I could (will...) write a whole bunch of tedious code to manage the two, however I'd much prefer to use .HasColumnOrder().
Those who work in the database all day tend like their columns in decreasing order of "importance", with the most significant or often-used coming at the start, and picky details way over on the right out of the way, or sometimes they like them clustered in neighborhoods where related fields are next to each other. Either way, this means that the column order can be significant to some team members. Meanwhile, over in the land of code, I like to use tools like ReSharper or CodeMaid to automatically sort my C# code, which _drastically_ reduces merge collisions. Really, I can't recommend it enough for team projects, it's a huge gain in productivity.

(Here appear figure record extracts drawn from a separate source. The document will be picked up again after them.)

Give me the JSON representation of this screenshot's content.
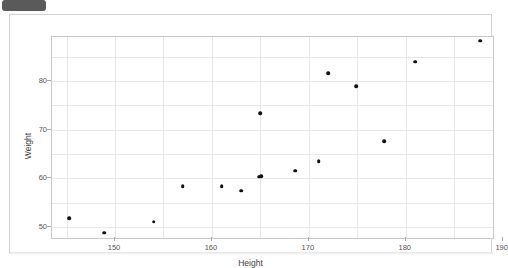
{
  "window": {
    "badge_label": ""
  },
  "chart_data": {
    "type": "scatter",
    "title": "",
    "xlabel": "Height",
    "ylabel": "Weight",
    "xlim": [
      143.5,
      189.0
    ],
    "ylim": [
      47.8,
      89.0
    ],
    "xticks": [
      150,
      160,
      170,
      180,
      190
    ],
    "yticks": [
      50,
      60,
      70,
      80
    ],
    "x_minor_gridlines": [
      145,
      155,
      165,
      175,
      185
    ],
    "y_minor_gridlines": [
      55,
      65,
      75,
      85
    ],
    "grid": true,
    "legend": "none",
    "marker_color": "#111111",
    "grid_color": "#e8e8e8",
    "axis_color": "#c8c8c8",
    "point_count": 16,
    "points": [
      {
        "x": 145.3,
        "y": 51.9
      },
      {
        "x": 148.9,
        "y": 48.9
      },
      {
        "x": 154.0,
        "y": 51.1
      },
      {
        "x": 157.0,
        "y": 58.4
      },
      {
        "x": 161.0,
        "y": 58.4
      },
      {
        "x": 163.0,
        "y": 57.5
      },
      {
        "x": 165.0,
        "y": 73.4
      },
      {
        "x": 165.1,
        "y": 60.5
      },
      {
        "x": 168.6,
        "y": 61.6
      },
      {
        "x": 171.0,
        "y": 63.6
      },
      {
        "x": 172.0,
        "y": 81.6
      },
      {
        "x": 174.9,
        "y": 78.9
      },
      {
        "x": 177.8,
        "y": 67.6
      },
      {
        "x": 181.0,
        "y": 83.9
      },
      {
        "x": 187.7,
        "y": 88.2
      },
      {
        "x": 164.9,
        "y": 60.4
      }
    ],
    "series_name": "Height vs Weight"
  }
}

As it stands now, I can't make both sets of developers happy. I really need a way to specify the order of the database columns, and it seems to be that using the existing DataAnnotations' ColumnAttribute would be an ideal way to do this.
As for strategy, I'd recommend putting the properties with the attribute first, in increasing order according to the Order property of the attribute, and then the remaining properties in their existing "natural" order, although that order is non-deterministic and shouldn't be relied upon to remain stable in the future.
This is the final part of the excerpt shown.